Meet the Players Who Are Wiping Out Polio

Improve Global Health Fund
April 07, 2016

Path

The key to eradicating polio from the world involves a two-punch approach and crossing into war zones.

It’s human nature to wipe a threat from our minds when we no longer see evidence of it. One simple reason: it’s difficult to worry about a disease if it rarely appears as a daily reminder. The scars of smallpox on the face of a child. A neighbor’s pronounced limp from a childhood battle with polio. In wealthier nations, these daily reminders are rare or they no longer exist.

But the absence of daily reminders doesn’t mean a disease is gone. In the case of polio, it’s quite the contrary.

Many cases are “silent,” meaning people can carry the virus asymptomatically without exhibiting clinical signs of polio. Because of this, the infection can remain within a population for years, spreading through feces and lurking in the water and sewage. Hospitals may not notice an increase in polio cases, and by the time the first case of paralysis occurs, an area could be grappling with a full-on epidemic.

This is the insidious nature of the disease, hiding away as it waits for an opportunity to wreak havoc on populations.

FIGHTING POLIO WITH IMMUNIZATION AND VIGILANCE
In conversation, Kutub Mahmood leans forward with a sense of urgency and gets visibly excited about the prospects of eliminating polio. Kutub heads up the polio vaccine development project at PATH, working on vaccine development, scale-up, and new inactivated polio vaccine candidates. These efforts expand vaccine manufacturers’ ability to bring more vaccines to the global market and keep costs low for poor countries.

“The most critical thing we need to do,” says Kutub, “is aggressively reach out to the unimmunized and under-immunized populations in these countries with multiple vaccination campaigns.”

But it’s not just his work in vaccine development that keeps Kutub positive.

“Along with immunization, we have more tools available than ever before. PATH is developing methods for rapid and highly sensitive detection of poliovirus in contaminated water and sewage. Technologies like GPS and cell phones assist with efforts to eliminate polio in the hard places.” He adds that alliances with partner organizations put global efforts to eliminate the disease within reach.

POLIO FIELD DETECTIVES
David Boyle’s job is to reduce risk. And when it comes to finding out if poliovirus is present, the senior research scientist in PATH’s Diagnostics Program is always asking “Is it no longer here or are we just not seeing it?”

“Instead of waiting for cases to appear,” says David, “our approach is more aggressive, we look for the early warning signals that tell if the virus is present in the environment. It’s crucial to identify the poliovirus before it has a chance to sicken a population.”

And that means looking in sewage. The search for polio can be dirty, it can be dangerous, but it’s highly vital work.

BATTLING POLIO IN A WAR ZONE
When we eliminate polio across continents, such as Africa, it brings us one step closer to full eradication.

And yet, pockets of the disease are still observed in Afghanistan and Pakistan. The work is dangerous in these countries, compounded by conflicts that interfere with routine immunization, disease surveillance, and tracking.

In countries such as these, we need new tools to identify where the poliovirus is still lurking.

In Pakistan, PATH and the University of Washington (UW) School of Public Health are piloting new methods for identifying the poliovirus in contaminated water and sewage. Recently, nearly 30 Pakistani polio program staff were trained to collect samples of wastewater with a new device developed by the UW in collaboration with PATH. These samples capture poliovirus onto filters that are then shipped to labs for testing.

“Surveillance workers will be using the new sampling tool for a study that is planned to start this month,” says David. “For most of this year, we’ll be intensifying efforts to detect poliovirus across the country.” The plan is to take samples from the sewage of 10 cities each month, a substantial effort that will result in dozens of sample sets.

This ongoing work at PATH will go a long way to ensure such detection methods are low-cost and available in poor countries.

WHAT'S NEXT
As we near the reality of a polio-free world, vaccination efforts must be ramped up in concert with efforts to hunt the virus down where it still lives. We need to continue global surveillance long after it looks as if the battle has been won. Effective tools will help confirm that the poliovirus has been eradicated at the global scale. Then, and only then, we’ll know the world is free of polio.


» **THE TASK**: The entries below must be reproduced exactly; their pictures are not part of the copy.
[DATA SUPPLIED — start]
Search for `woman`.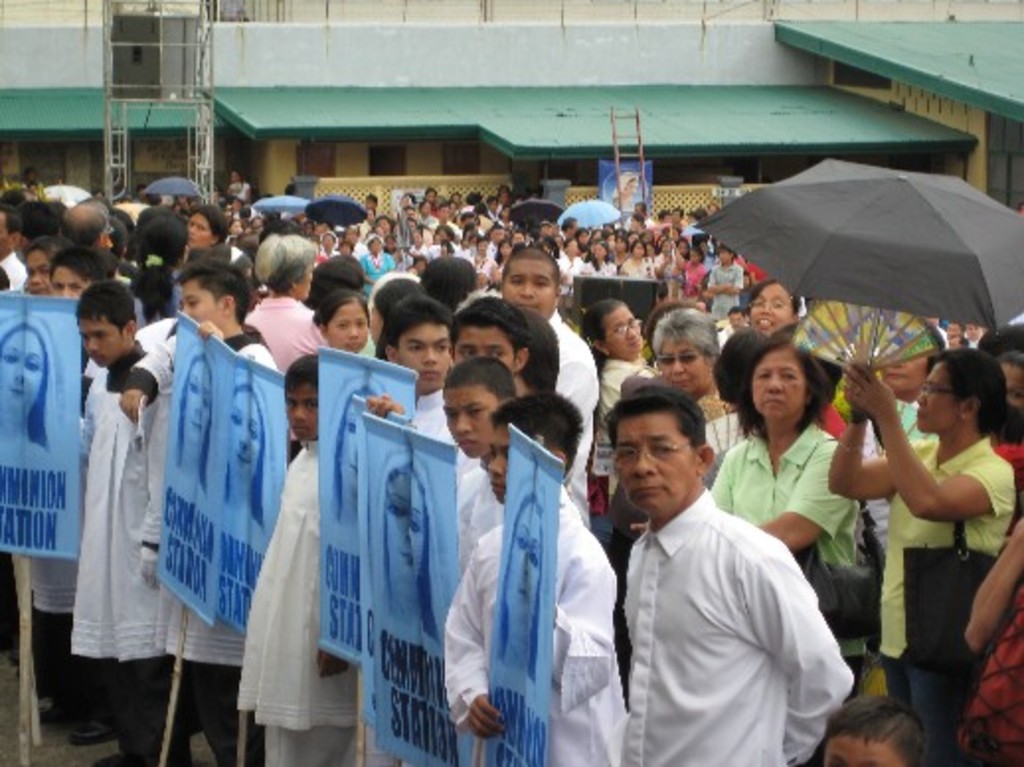
Found at crop(615, 241, 662, 289).
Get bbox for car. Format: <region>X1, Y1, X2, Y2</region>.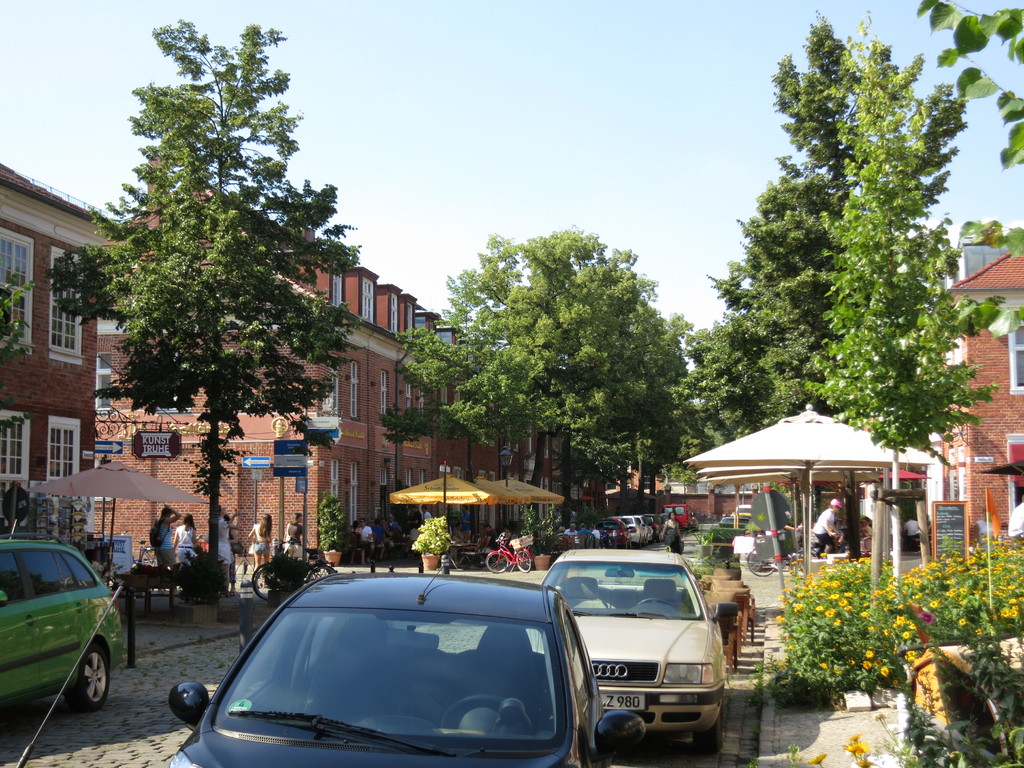
<region>171, 573, 610, 767</region>.
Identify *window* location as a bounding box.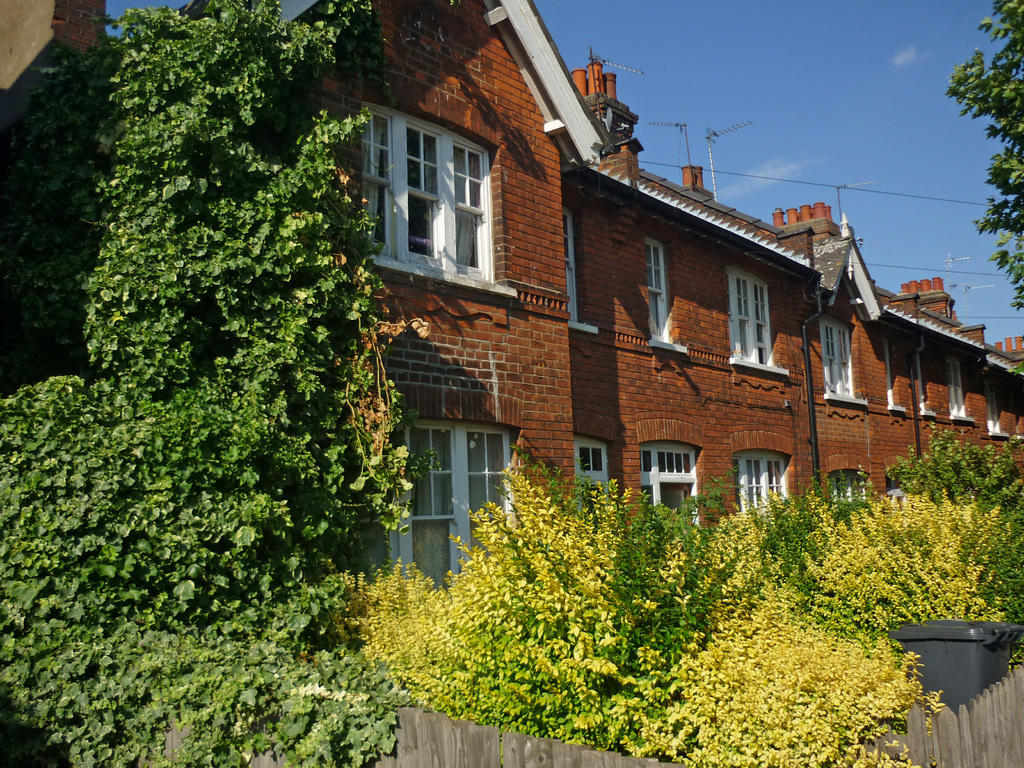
[DATA SUPPLIED — finish]
» **RESPONSE TO THE TASK**:
Search for `woman`.
Found at crop(615, 241, 662, 289).
Get bbox for car. Format: <region>X1, Y1, X2, Y2</region>.
<region>171, 573, 610, 767</region>.
Identify *window* location as a bounding box.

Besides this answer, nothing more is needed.